By Stephen Forbes, Local Democracy Reporter
South Auckland’s poor turnout for the 2018 Aotearoa New Zealand national census could have cost the region $130 million in health funding.
And, according to an expert, that cash could have helped tackle the area’s battles with diabetes and obesity.
Te Whatu Ora Health New Zealand said the defunct Counties Manukau District Health Board lost $130m in health funding in its last four years due to the low turnout in the area during the 2018 census.
Information from the five-yearly stocktake helps determine how billions of dollars in government spending is allocated across health, education, transport, infrastructure and other services.
Counties Manukau has more people with diabetes than any other health region in the country.
Te Whatu Ora (Counties Manukau) Director of Population Health Gary Jackson said additional money would help fund programmes to battle two issues affecting many people in the region.
He said there were 52,000 diabetics in Counties Manukau and that figure was growing by 2000 people a year. It is also home to 19 percent of all New Zealanders in the most extreme BMI group.
Only 71 percent response
Figures released by Stats NZ this week show only 71 percent of people in South Auckland have so far completed the census in 2023, compared to 83 percent nationwide.
Te Whatu Ora Chief Financial Officer Rosalie Percival said getting people to provide their details was vital to ensure areas like Counties Manukau got the healthcare services they needed.
“Health providers know about the people who turn up at their door needing care — but they have no other way of knowing about the presence of people who haven’t recently needed to use the health system,” she said.

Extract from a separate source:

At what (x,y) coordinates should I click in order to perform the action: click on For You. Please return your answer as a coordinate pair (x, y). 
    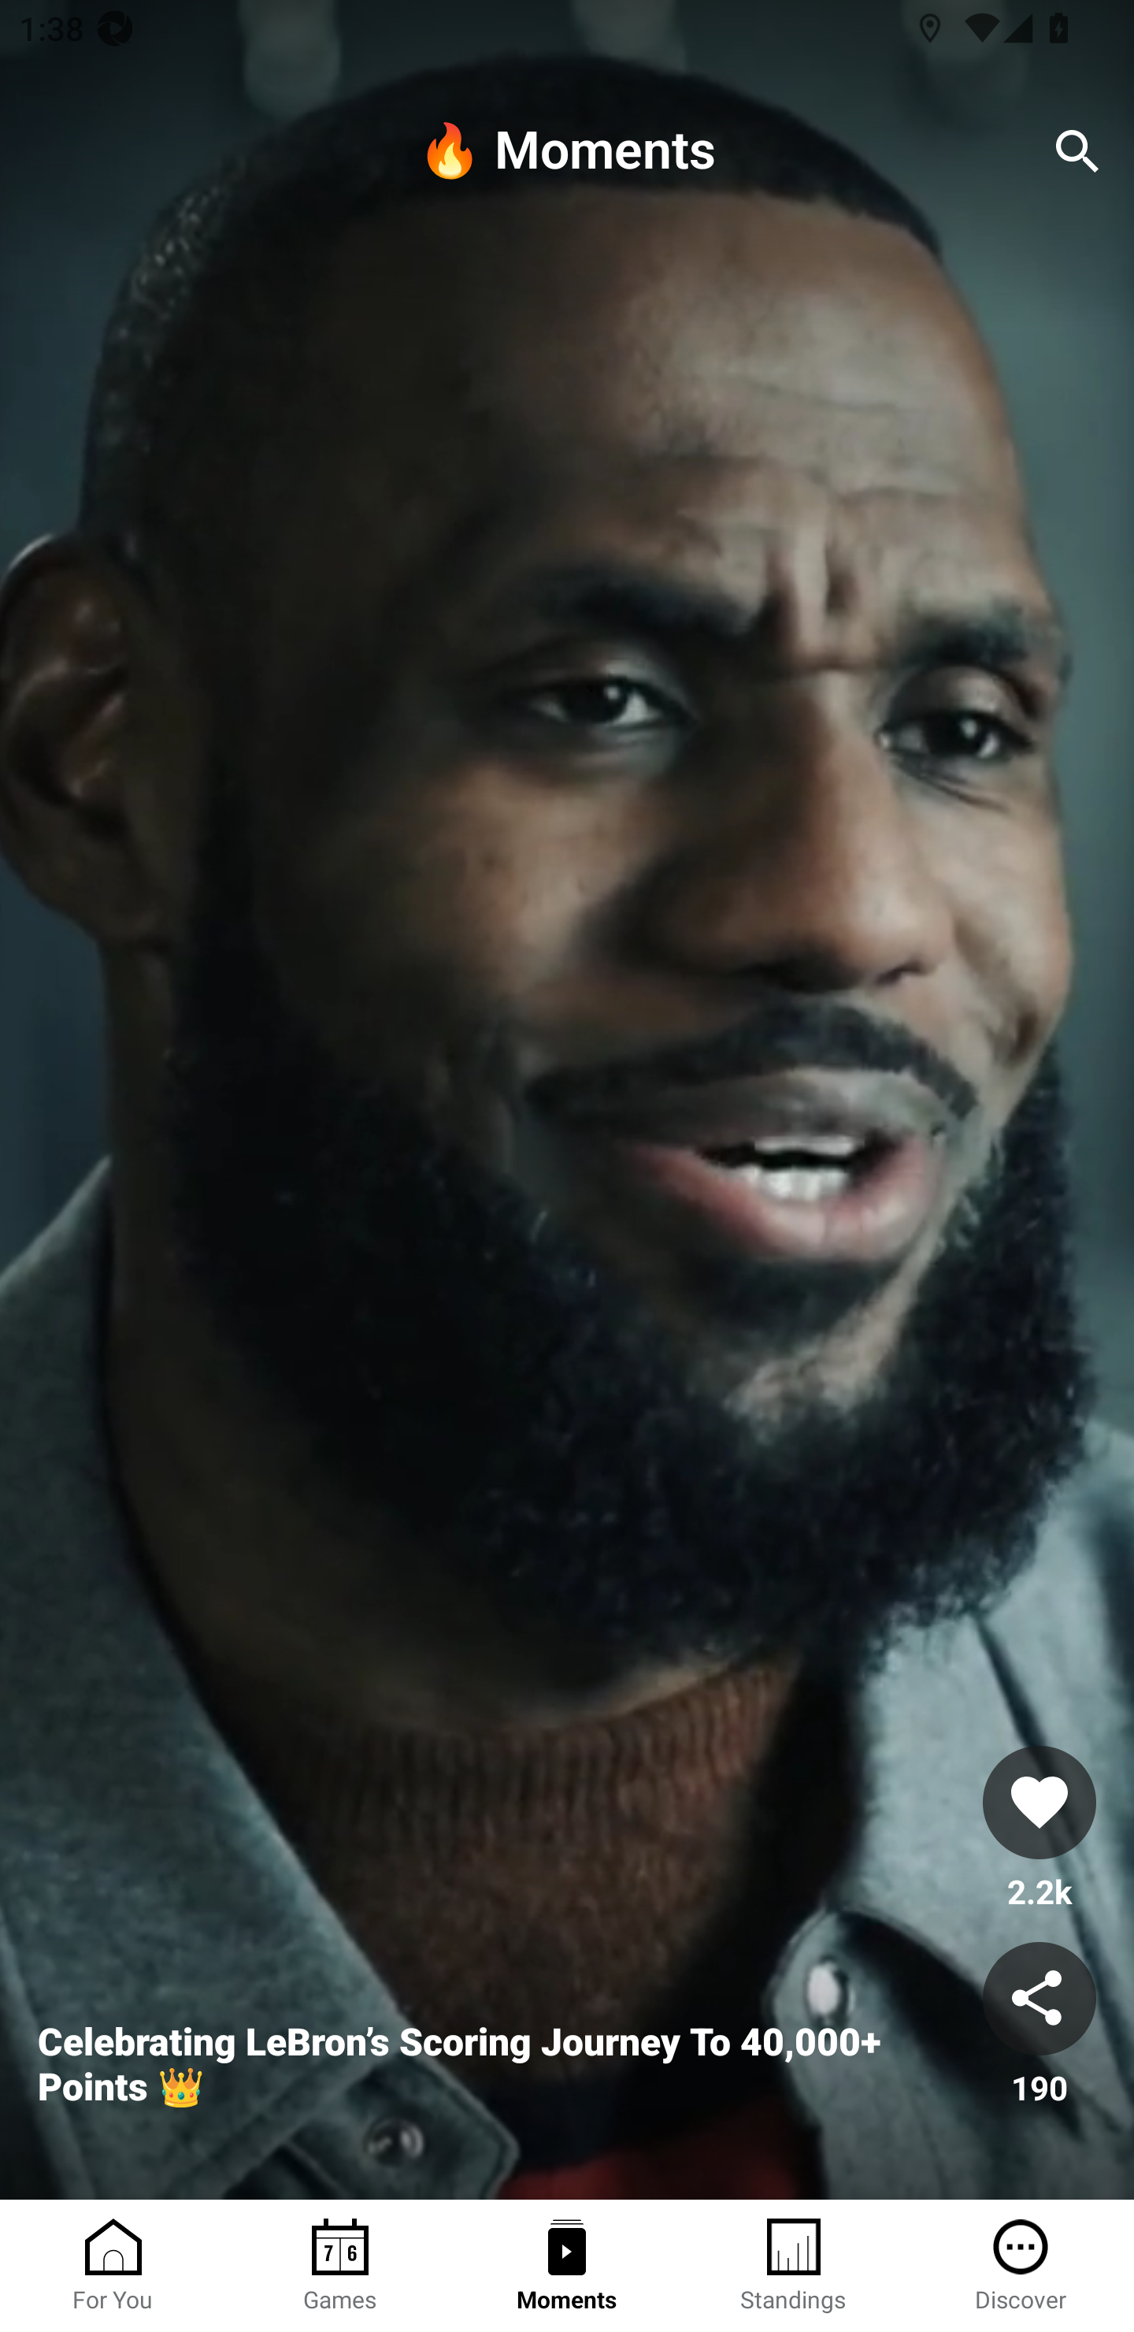
    Looking at the image, I should click on (113, 2266).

“The data gained from the census helps to inform important decisions about planning for the needs of local areas and subsequently healthcare spending.”
However, Buttabean Motivation (BBM) founder Dave Letele said getting people to complete the census was not easy.
Letele, who is potentially standing for Te Pāti Māori this year, was an ambassador for Census 2023 and was involved in a social media campaign which kicked off late last year to get more people to take part.
“There’s a massive distrust between our people and the government and that’s what we need to overcome,” Letele said.
Wary about personal information
He said as a result a lot of people were wary about sharing their personal information with authorities.
“But it’s not just something you can throw money at to fix it.”
Deputy Government Statistician and deputy chief executive for census and collection operations Simon Mason confirmed the turnout at the last census in 2018 was poor in Counties Manukau.
“That is why it is critically important that people complete the census — so their communities are counted . . .”
Mason said the 2023 event was designed to address barriers to participation, including having more collectors and alternate formats for people to complete it and support a wider range of people.
A spokesperson for Stats NZ said it would still have field teams collecting people’s responses until May 3 and will be running census support events until June 4.
Pacific Media Watch reports that the Counties Manukau health population is ethnically diverse with the largest Pacific population and second largest Māori popukation of any New Zealand health board.
In the 2018 census, 16 percent of the population served by CM Health identified as Māori, 22 percent as Pacific, 28 percent as Asian and 34 percent as NZ European/other groups.
Local Democracy Reporting is Public Interest Journalism funded through NZ On Air. It is published by Asia Pacific Report in collaboration.